MyHeritage AI extracts detailed information from newspapers

On 4 December, I mentioned using the FamilySearch Experimental Full-Text Search to find a record of my two-time great-grandfather, William Henry Northwood. He took out US citizenship on 8 June 1887 in Leavenworth, Kansas. 

Shortly afterwards, I found more about him thanks to a collection of names and stories on MyHeritage. AI extracted it from OldNews.com newspaper pages found in the Fort Griffin (Texas) Echo of 1 November 1879.

Now available, based on newspapers, are:
658 million records from Florida, Georgia, Alabama, and Mississippi,
998 million records from Texas, Arizona, New Mexico, Nevada, Utah, and Nebraska,
1 billion records for Delaware, Maryland, Virginia, West Virginia, and Pennsylvania,
651 million records from North Carolina, South Carolina, and the District of Columbia.

More is coming. Expected to be published this month are 16 similar collections “covering the entire United States and several additional countries.”

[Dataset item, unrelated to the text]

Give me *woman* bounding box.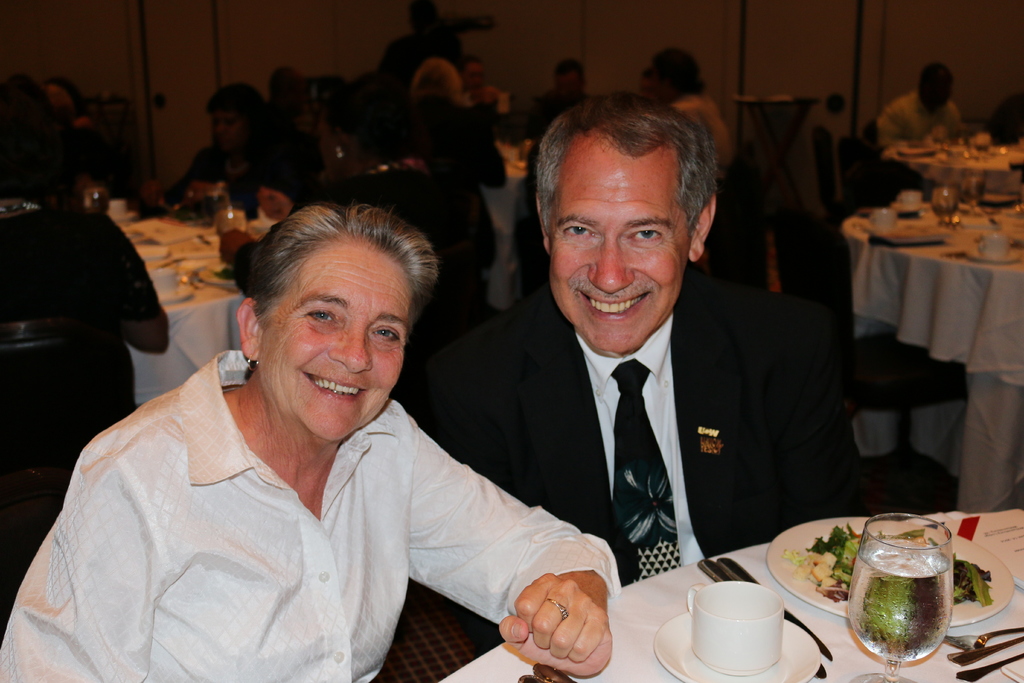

It’s a good bet that Canadian newspapers will be included. MyHeritage already has a Canada Newspapers, 1752-2007 collection, originating from Google’s abandoned newspaper digitization initiative. That goes back to Ottawa-based Paper of Record. Stay tuned.

According to Daniel Horowitz of MyHeritage “This AI is designed to extract not just names from the newspaper articles but also the relatives of every person mentioned, as well as additional fields such as occupations, residences, travel from one location to another, and more.”

Find out more in this MyHeritage blog post.